In recent decades, dozens of countries around the world have adopted cash transfer programs to combat poverty and prevent it from being passed from generation to generation. While many of these programs have been highly successful at tackling long-term poverty, incomes fluctuate due to economic shocks and the target population of social programs move. During economic crises, such as the COVID-19 pandemic, many households that were not previously in poverty find themselves slipping into poverty, in desperate need of government transfers to pull them back out. Governments, meanwhile, need to know how to adjust the social safety net without breaking the budget.
The challenge of selecting beneficiaries for cash transfers during crises thus becomes critical, especially in Latin America and the Caribbean where more than half the population works in the informal sector without unemployment insurance and even people who work in the formal sector may lack adequate protection.
The Virtues of Dynamic Targeting
In a recent paper we evaluate four methods of selecting beneficiaries for a cash transfer program. We show that while no panacea exists, a dynamic and flexible method that incorporates high frequency data on economic shocks can improve targeting at a reasonable cost during an economic crisis. At the systemic level, shocks can be due to economic crisis, pandemics, and natural disasters. At the family level, they may cause job losses, deaths or illness. Incorporating information on shocks into traditional methods of selecting beneficiaries allows cash transfer programs to serve the purposes of traditional anti-poverty programs and provide a kind of unemployment insurance for low-income families.
We document the advantages and disadvantages of four different approaches to targeting for a hypothetical program that aims to provide cash transfers to households with income below the extreme poverty line. We use panel data for a random sample of households in the Colombian government’s social registry. The social registry covers close to 50% of the Colombian population and is based on detailed household surveys that collect information about asset ownership, dwelling quality and demographic characteristics –that are combined in a statistical model, called a proxy means test (PMT), to produce an estimate of household income.
Our results show the virtues and shortcomings of different methods. Many governments use a static PMT, meaning they establish a strict threshold for the PMT under which people are either selected or rejected from social assistance. Our results show that such a static approach would have left many people with very low incomes without assistance as job and income losses piled up during the pandemic. This is reflected in the exclusion error (i.e., the percentage of eligible people who are excluded from social assistance), which climbed from 30% in 2019 to 35% in 2020. An alternative approach relies on the same data but simply increases the eligibility threshold to account for widespread loss of income and include more people. We simulated this approach by shifting the threshold of eligibility to 1.3 times the extreme poverty line. This reduces the exclusion error in our model. But it also comes at the cost of a large inclusion error, meaning that assistance is delivered to people who are above the extreme poverty line.
A third approach mimics one used by the Colombian government, allowing households to request an update of their asset ownership — a proxy for their income. This method may reflect changes in long-term income, but it comes up short during crises because families may find it difficult to liquidate their assets in such emergencies, preventing the method from accurately reflecting income fluctuations.
Incorporating Income Fluctuations into Social Programs
A fourth approach, which we call dynamic, incorporates higher frequency data. It takes an individual’s baseline poverty indicators, or PMT, and updates it monthly with new information on jobs losses and gains, as well as the previously mentioned non-labor shocks like a natural disaster or illness in the family, to predict income variation. This method, we find, incorporates more people in need and leads to social welfare gains for society, even accounting for moral hazard — i.e. the misrepresentation of employment status by some individuals. This dynamic method increases overall social welfare by 13%, compared to the method of using the traditional static PMT (with the original eligibility threshold) and does so by increasing the budget by only 8%.
Policymakers, of course, will decide what methods work best for them, depending on their flexibility in terms of transfer amounts and overall budget constraints. For example, expanding the safety net by increasing the eligibility threshold to 1.3 times the extreme poverty line increases social welfare by the 32%, but increases the budget by 37%. Other methods have different tradeoffs.
A Valuable Tool for Latin America and the Caribbean
A critical challenge in Latin America and the Caribbean, with its high informality rates, is the large number of people who lack any kind of insurance to protect them in cases of a severe income shock. At risk of falling into poverty, they need governmental help and need it quickly before their poverty becomes chronic. The region has achieved significant results in the fight against structural poverty. It now needs to make its social protection systems more flexible, to deal with shocks that affect vulnerable people who are normally above the poverty line. A more dynamic targeting approach offers such an option. It could prove essential during widespread disruptions ranging from pandemics to natural disasters.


Each entry listed below should be reproduced word for word.

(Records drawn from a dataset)
━━━━━━━━━━━━━━━━━━━━

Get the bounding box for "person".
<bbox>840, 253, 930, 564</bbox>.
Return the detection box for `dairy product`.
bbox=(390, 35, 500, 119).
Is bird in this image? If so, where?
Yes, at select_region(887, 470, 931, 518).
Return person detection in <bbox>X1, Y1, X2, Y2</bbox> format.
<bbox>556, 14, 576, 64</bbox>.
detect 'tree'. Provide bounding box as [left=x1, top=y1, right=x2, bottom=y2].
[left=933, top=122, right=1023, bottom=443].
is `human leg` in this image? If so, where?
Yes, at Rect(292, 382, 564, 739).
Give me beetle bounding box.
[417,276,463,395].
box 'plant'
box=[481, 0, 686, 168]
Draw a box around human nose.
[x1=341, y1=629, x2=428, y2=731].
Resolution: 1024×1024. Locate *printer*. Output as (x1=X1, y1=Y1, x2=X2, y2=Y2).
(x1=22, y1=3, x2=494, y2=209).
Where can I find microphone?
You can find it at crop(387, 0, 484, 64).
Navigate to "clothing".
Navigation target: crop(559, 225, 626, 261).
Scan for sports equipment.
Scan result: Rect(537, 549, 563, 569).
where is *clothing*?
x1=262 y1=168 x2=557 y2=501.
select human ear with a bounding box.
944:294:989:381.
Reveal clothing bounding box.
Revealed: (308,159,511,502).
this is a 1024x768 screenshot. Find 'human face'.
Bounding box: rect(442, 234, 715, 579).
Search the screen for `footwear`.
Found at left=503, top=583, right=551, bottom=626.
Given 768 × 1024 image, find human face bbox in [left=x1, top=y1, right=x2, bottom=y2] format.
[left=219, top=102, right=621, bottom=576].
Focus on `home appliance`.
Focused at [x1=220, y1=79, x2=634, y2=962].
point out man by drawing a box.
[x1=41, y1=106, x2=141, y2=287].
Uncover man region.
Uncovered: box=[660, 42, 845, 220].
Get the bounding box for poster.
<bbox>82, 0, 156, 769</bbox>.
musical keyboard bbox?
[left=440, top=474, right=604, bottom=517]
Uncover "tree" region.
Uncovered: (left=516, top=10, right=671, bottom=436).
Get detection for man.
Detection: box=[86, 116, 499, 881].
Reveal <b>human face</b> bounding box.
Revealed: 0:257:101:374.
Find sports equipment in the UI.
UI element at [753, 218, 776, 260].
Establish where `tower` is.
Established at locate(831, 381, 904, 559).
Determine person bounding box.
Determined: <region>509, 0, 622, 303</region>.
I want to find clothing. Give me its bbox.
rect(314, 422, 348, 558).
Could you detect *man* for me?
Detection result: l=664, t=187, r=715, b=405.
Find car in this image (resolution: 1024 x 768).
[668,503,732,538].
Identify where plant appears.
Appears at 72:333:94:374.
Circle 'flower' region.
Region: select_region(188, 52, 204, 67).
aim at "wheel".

━━━━━━━━━━━━━━━━━━━━

> RESULT FOR THIS TASK
Get the bounding box for "person".
<bbox>840, 253, 930, 564</bbox>.
Return the detection box for `dairy product`.
bbox=(390, 35, 500, 119).
Is bird in this image? If so, where?
Yes, at select_region(887, 470, 931, 518).
Return person detection in <bbox>X1, Y1, X2, Y2</bbox> format.
<bbox>556, 14, 576, 64</bbox>.
detect 'tree'. Provide bounding box as [left=x1, top=y1, right=x2, bottom=y2].
[left=933, top=122, right=1023, bottom=443].
is `human leg` in this image? If so, where?
Yes, at Rect(292, 382, 564, 739).
Give me beetle bounding box.
[417,276,463,395].
box 'plant'
box=[481, 0, 686, 168]
Draw a box around human nose.
[x1=341, y1=629, x2=428, y2=731].
Resolution: 1024×1024. Locate *printer*. Output as (x1=X1, y1=Y1, x2=X2, y2=Y2).
(x1=22, y1=3, x2=494, y2=209).
Where can I find microphone?
You can find it at crop(387, 0, 484, 64).
Navigate to "clothing".
Navigation target: crop(559, 225, 626, 261).
Scan for sports equipment.
Scan result: Rect(537, 549, 563, 569).
where is *clothing*?
x1=262 y1=168 x2=557 y2=501.
select human ear with a bounding box.
944:294:989:381.
Reveal clothing bounding box.
Revealed: (308,159,511,502).
this is a 1024x768 screenshot. Find 'human face'.
Bounding box: rect(442, 234, 715, 579).
Search the screen for `footwear`.
Found at left=503, top=583, right=551, bottom=626.
Given 768 × 1024 image, find human face bbox in [left=x1, top=y1, right=x2, bottom=y2] format.
[left=219, top=102, right=621, bottom=576].
Focus on `home appliance`.
Focused at [x1=220, y1=79, x2=634, y2=962].
point out man by drawing a box.
[x1=41, y1=106, x2=141, y2=287].
Uncover man region.
Uncovered: box=[660, 42, 845, 220].
Get the bounding box for poster.
<bbox>82, 0, 156, 769</bbox>.
musical keyboard bbox?
[left=440, top=474, right=604, bottom=517]
Uncover "tree" region.
Uncovered: (left=516, top=10, right=671, bottom=436).
Get detection for man.
Detection: box=[86, 116, 499, 881].
Reveal <b>human face</b> bounding box.
Revealed: 0:257:101:374.
Find sports equipment in the UI.
UI element at [753, 218, 776, 260].
Establish where `tower` is.
Established at locate(831, 381, 904, 559).
Determine person bounding box.
Determined: <region>509, 0, 622, 303</region>.
I want to find clothing. Give me its bbox.
rect(314, 422, 348, 558).
Could you detect *man* for me?
Detection result: l=664, t=187, r=715, b=405.
Find car in this image (resolution: 1024 x 768).
[668,503,732,538].
Identify where plant appears.
Appears at 72:333:94:374.
Circle 'flower' region.
Region: select_region(188, 52, 204, 67).
aim at "wheel".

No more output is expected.